Let Him show you your struggles and then let Him show you how big He is. Let Him whisper to you, “If I can do that with Peter, I can do that with you.”
Because He is bigger than my sin, and I can guarantee He is bigger than yours too.
I had to admit to myself one morning that the emotional side of relationship is sometimes hard for me. I’ve known it for years. It’s shown up in so many ways. But I still like to think that I can be emotionally “in tune”.
I saw it when I started dating my now husband. I’ve seen it in the tender and vulnerable moments of my marriage. I see it in friendships and relationships everyday. …I’m afraid of being open emotionally.

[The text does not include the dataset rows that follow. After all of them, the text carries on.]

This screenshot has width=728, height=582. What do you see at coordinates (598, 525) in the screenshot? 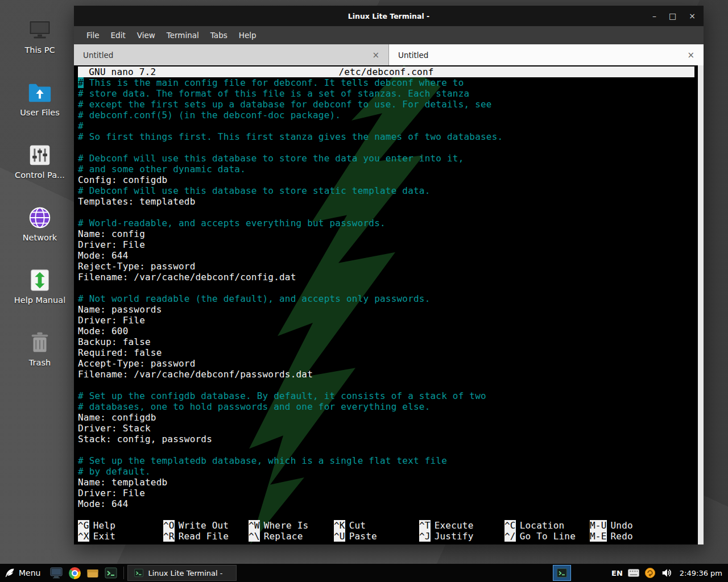
I see `shortcut-key: M-U` at bounding box center [598, 525].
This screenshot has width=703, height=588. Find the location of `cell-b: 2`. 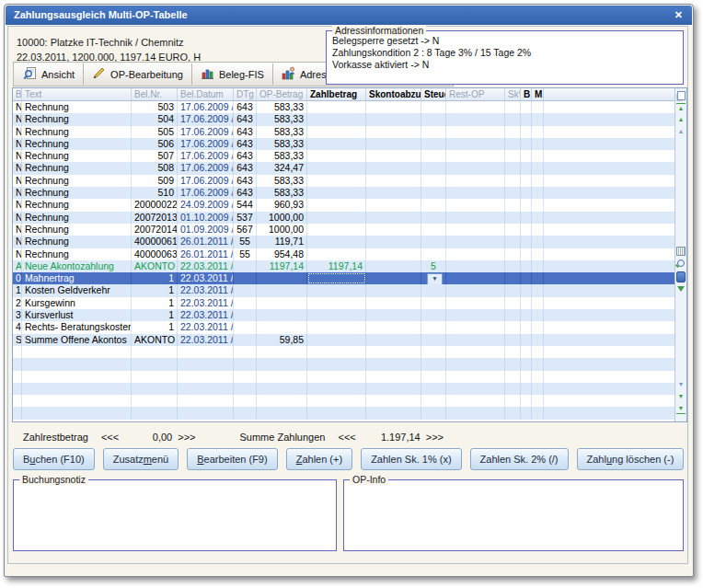

cell-b: 2 is located at coordinates (17, 304).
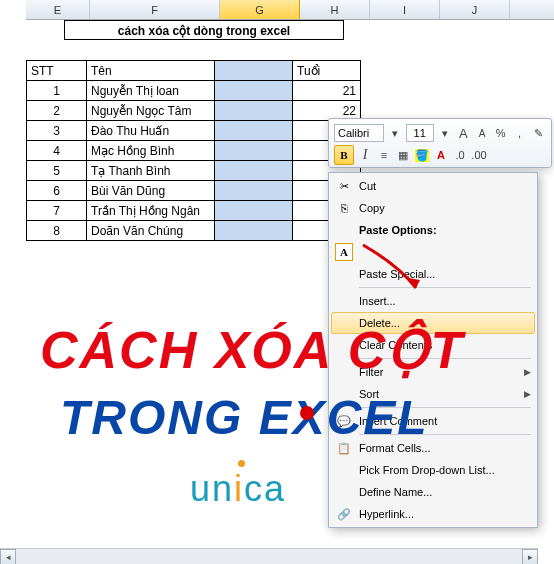 This screenshot has height=564, width=554. Describe the element at coordinates (501, 133) in the screenshot. I see `percent-icon: %` at that location.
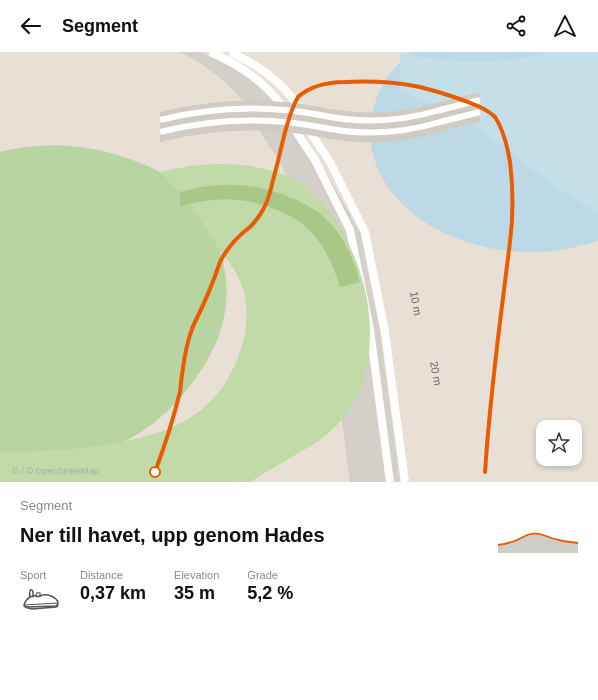  Describe the element at coordinates (113, 594) in the screenshot. I see `distance-value: 0,37 km` at that location.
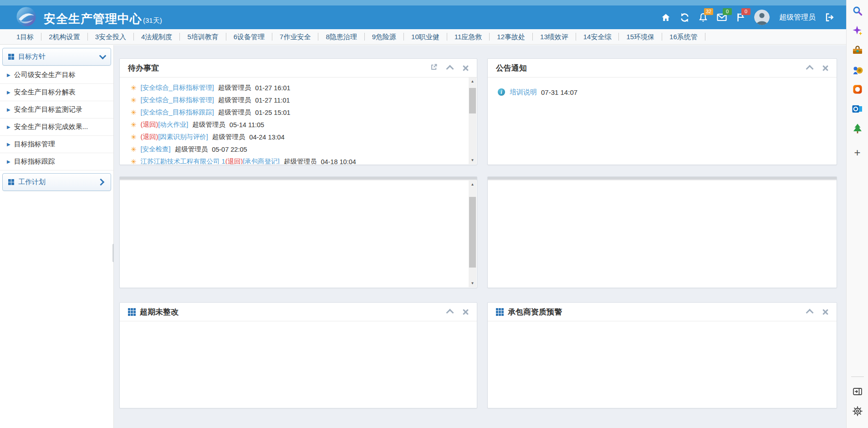 The height and width of the screenshot is (428, 868). Describe the element at coordinates (247, 125) in the screenshot. I see `todo-item-time: 05-14 11:05` at that location.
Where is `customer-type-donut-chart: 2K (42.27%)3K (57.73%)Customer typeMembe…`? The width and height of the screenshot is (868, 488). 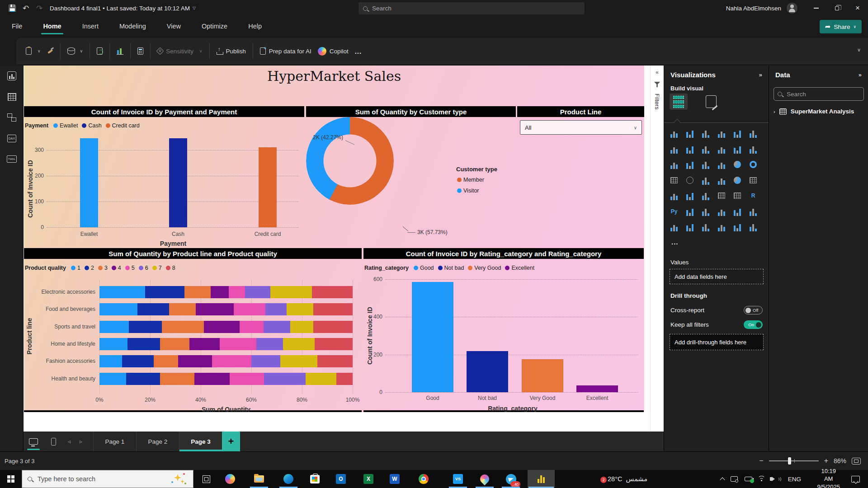 customer-type-donut-chart: 2K (42.27%)3K (57.73%)Customer typeMembe… is located at coordinates (411, 183).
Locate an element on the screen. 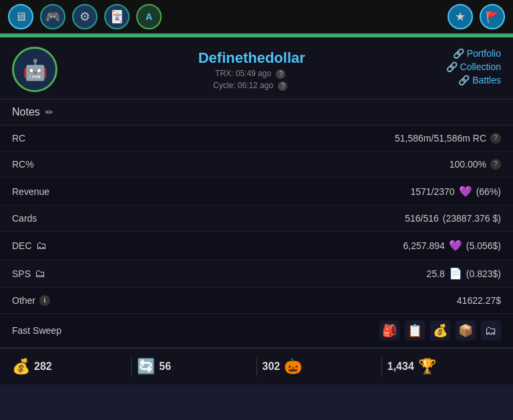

Because when you open yourself up to someone emotionally, they can hurt you in the most painful of ways. But to truly love and care for someone, you must open your heart.
I must open my heart to my husband if I ever expect him to win it. I must open my heart to God if I ever expect Him to fill it. I must open my heart to the lost if I ever expect to seek them. I must open my heart to my friends if I ever expect deep community with them.
And my husband regularly reminds me, “Remember Love: thick skin and tender heart.”
In ministry and in life, I so quickly tend towards thin skin and a hard heart. And if I head into all my earthly relationships that way, what makes me think it will be any different when I approach God?
I’ve struggled so much feeling distant from God. But as I’ve explored my heart on deeper levels, I’ve realized that it’s not Him…it’s me.
I’m afraid of being hurt. I’m afraid of God sending a trial my way. I’m afraid of allowing my heart to be tender toward others and so my habit of hard-heartedness has affected my walk with God.
“If anyone says, ‘I love God,’ and hates his brother, he is a liar; for he who does not love his brother whom he has seen cannot love God whom he has not seen.” 1 John 4:20
And sometimes it’s been as simple as that. My relationship with God has been held back by my refusal to love my brothers.
I don’t want to have a habit of hard-heartedness anymore. And I know the One who can make hard hearts soft.
So I’m praying for a habit soft heartedness…toward God and others. Because whatever my reasons and fears keeping me from living with a sheltered heart, I have a God who is greater. He is worth the risk, and although others might let me down and hurt my heart, He never will.
He will hold my heart. He will heal my heart. He will soften my heart.